OldRegular
Well-Known Member
Two-thirds of morbidity or mortality among Medicare patients is from cancer or heart disease. Yet ObamaCare will cut payments to cardiologists by 11% overall and radiation oncologists by 19%.
http://online.wsj.com/article/SB10001424052748704471504574443472658898710.html
In President Obama's Washington, medical specialists are slightly more popular than the H1N1 virus. Compared to bread-and-butter primary care doctors, specialists cost more to train and make more use of expensive procedures and technology—and therefore cost the government more money. Even so, the quiet war Democrats are waging on specialists is astonishing.
From Senate Finance Chairman Max Baucus's health-care bill to changes the Administration is pushing in Medicare, Democrats are systematically attacking specific medical fields like cardiology and oncology. With almost no scrutiny, they're trying to engineer a "cheaper" system so that government can afford to buy health care for all—even if the price is fewer and less innovative ways of extending and improving lives.
Take a provision in the Baucus bill that would punish any physician whose "resource use" is considered too high. Beginning in 2015, Medicare would rank doctors against their peers based on how much they cost the program—and then automatically cut all payments by 5% to anyone who falls into the 90th percentile or above. In practice, this rule will only apply to specialists.
Since there will always be a missing chair when the music stops, every year one of 10 physicians will be punished if he orders too many tests, performs too many procedures or prescribes too many drugs—whether or not the treatments result in better patient outcomes. The 5% fine is substantial given that Medicare's price controls already pay only 83 cents on the private dollar.
In Medicare, meanwhile, the Administration is using regulation to change how doctors are paid to benefit general practitioners, internists and family physicians. In next year's fee schedule, they'll see higher payments on the order of 6% to 8%. The loose consensus is that the U.S. does have too few primary care doctors—less than 5% of medical students are entering the field—in part because they're underpaid.
Fair enough. But this boost for GPs comes at the expense of certain specialties. The 2010 rules, which will be finalized next month, visit an 11% overall cut on cardiology and 19% on radiation oncology. They're targets only because of cost: Two-thirds of morbidity or mortality among Medicare patients owes to cancer or heart disease.
http://online.wsj.com/article/SB10001424052748704471504574443472658898710.html
In President Obama's Washington, medical specialists are slightly more popular than the H1N1 virus. Compared to bread-and-butter primary care doctors, specialists cost more to train and make more use of expensive procedures and technology—and therefore cost the government more money. Even so, the quiet war Democrats are waging on specialists is astonishing.
From Senate Finance Chairman Max Baucus's health-care bill to changes the Administration is pushing in Medicare, Democrats are systematically attacking specific medical fields like cardiology and oncology. With almost no scrutiny, they're trying to engineer a "cheaper" system so that government can afford to buy health care for all—even if the price is fewer and less innovative ways of extending and improving lives.
Take a provision in the Baucus bill that would punish any physician whose "resource use" is considered too high. Beginning in 2015, Medicare would rank doctors against their peers based on how much they cost the program—and then automatically cut all payments by 5% to anyone who falls into the 90th percentile or above. In practice, this rule will only apply to specialists.
Since there will always be a missing chair when the music stops, every year one of 10 physicians will be punished if he orders too many tests, performs too many procedures or prescribes too many drugs—whether or not the treatments result in better patient outcomes. The 5% fine is substantial given that Medicare's price controls already pay only 83 cents on the private dollar.
In Medicare, meanwhile, the Administration is using regulation to change how doctors are paid to benefit general practitioners, internists and family physicians. In next year's fee schedule, they'll see higher payments on the order of 6% to 8%. The loose consensus is that the U.S. does have too few primary care doctors—less than 5% of medical students are entering the field—in part because they're underpaid.
Fair enough. But this boost for GPs comes at the expense of certain specialties. The 2010 rules, which will be finalized next month, visit an 11% overall cut on cardiology and 19% on radiation oncology. They're targets only because of cost: Two-thirds of morbidity or mortality among Medicare patients owes to cancer or heart disease.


→ **ABOUT THIS TASK**:
From the material below, reproduce exactly the stretch of lines that begins with the line holding "Track down <element>man</element>." and ends with the line holding "Find 'fast food' in the UI.", skipping the pictures.
+++ THE DATA
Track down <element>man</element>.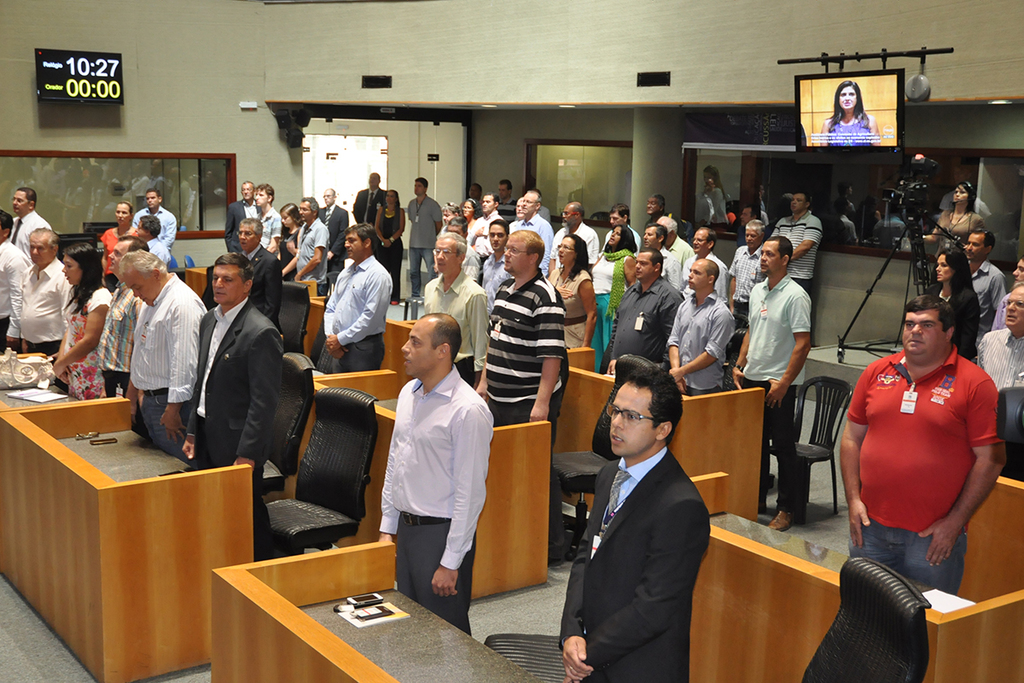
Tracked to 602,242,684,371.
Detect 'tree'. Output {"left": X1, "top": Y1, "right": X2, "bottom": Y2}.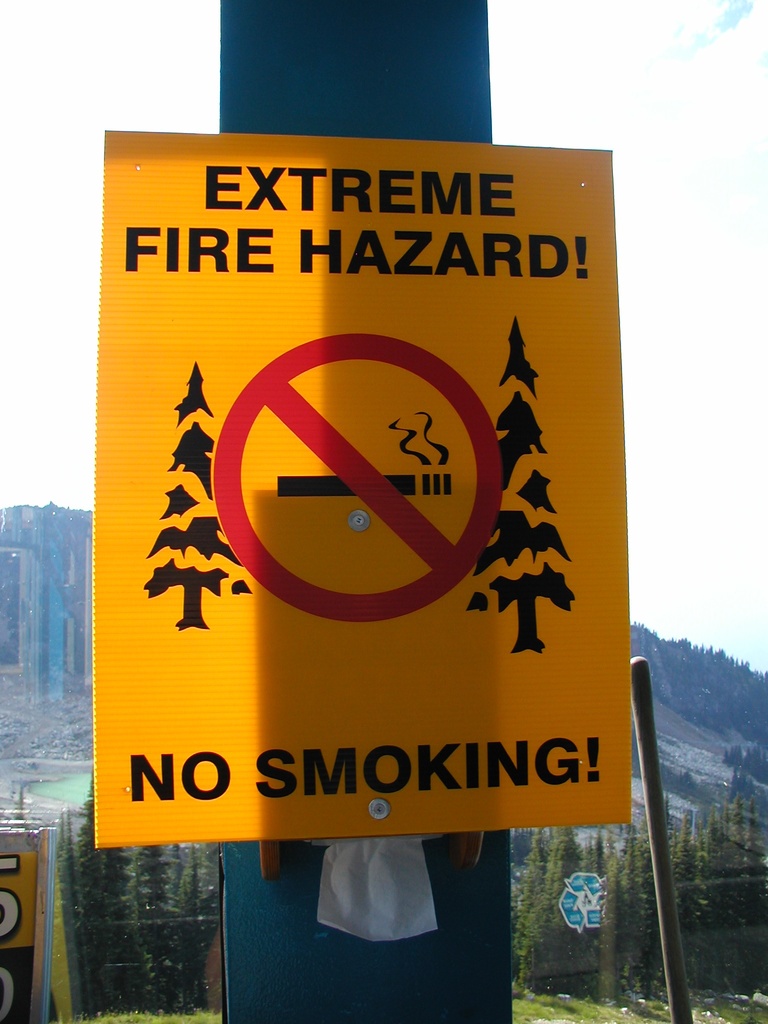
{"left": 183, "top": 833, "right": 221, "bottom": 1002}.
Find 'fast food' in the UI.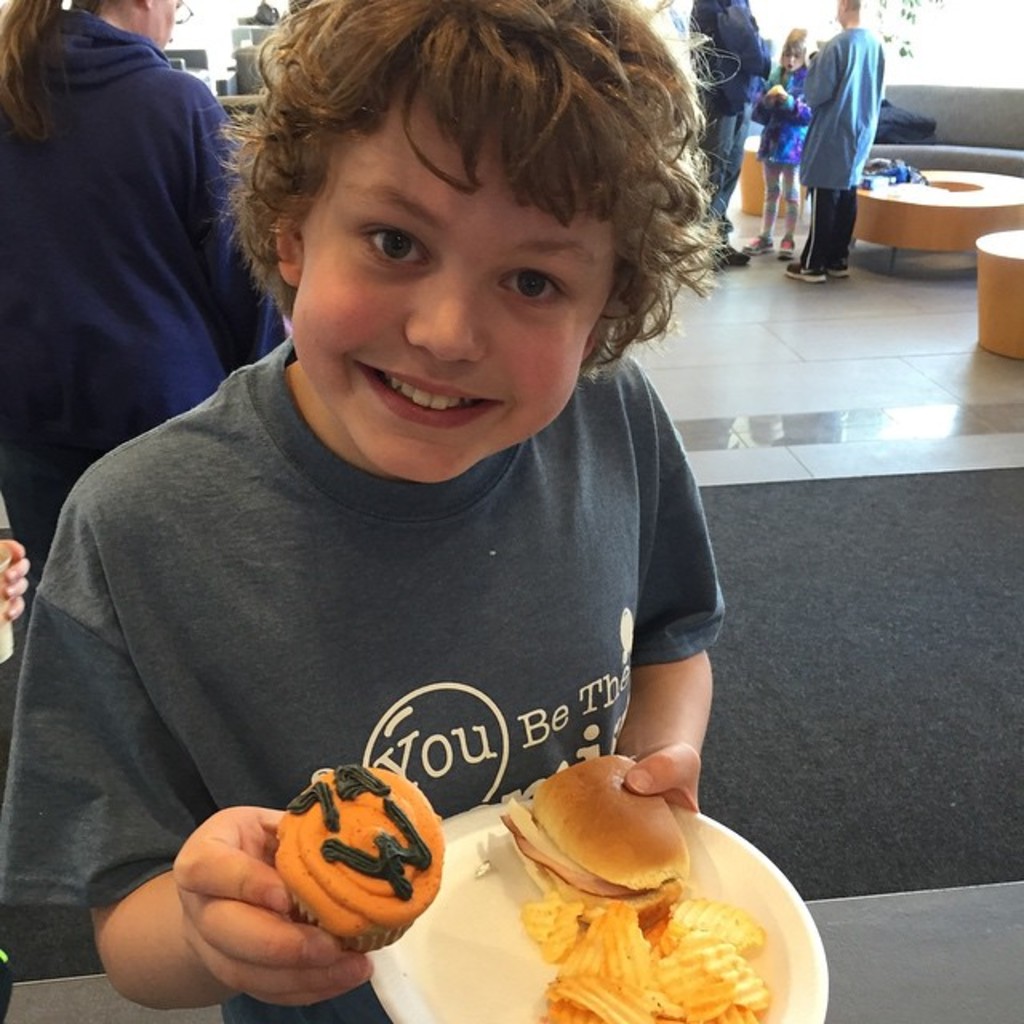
++++++
+++ THE DATA
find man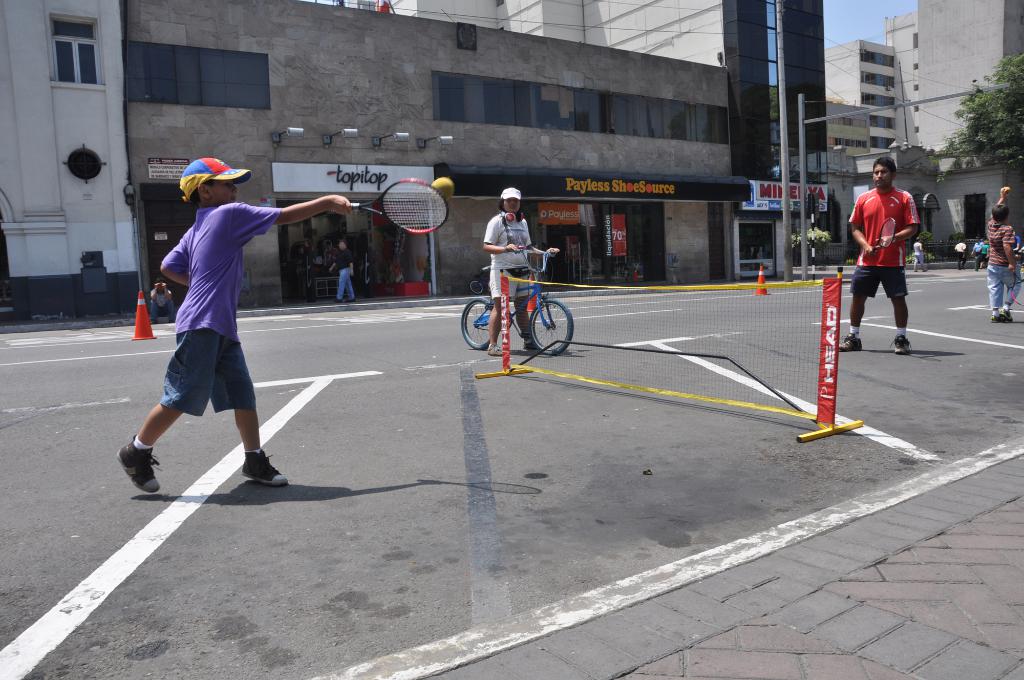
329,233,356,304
++++++
→ **TASK ANSWER**:
Track down <element>man</element>.
Tracked to 602,242,684,371.
Detect 'tree'. Output {"left": X1, "top": Y1, "right": X2, "bottom": Y2}.
{"left": 183, "top": 833, "right": 221, "bottom": 1002}.
Find 'fast food' in the UI.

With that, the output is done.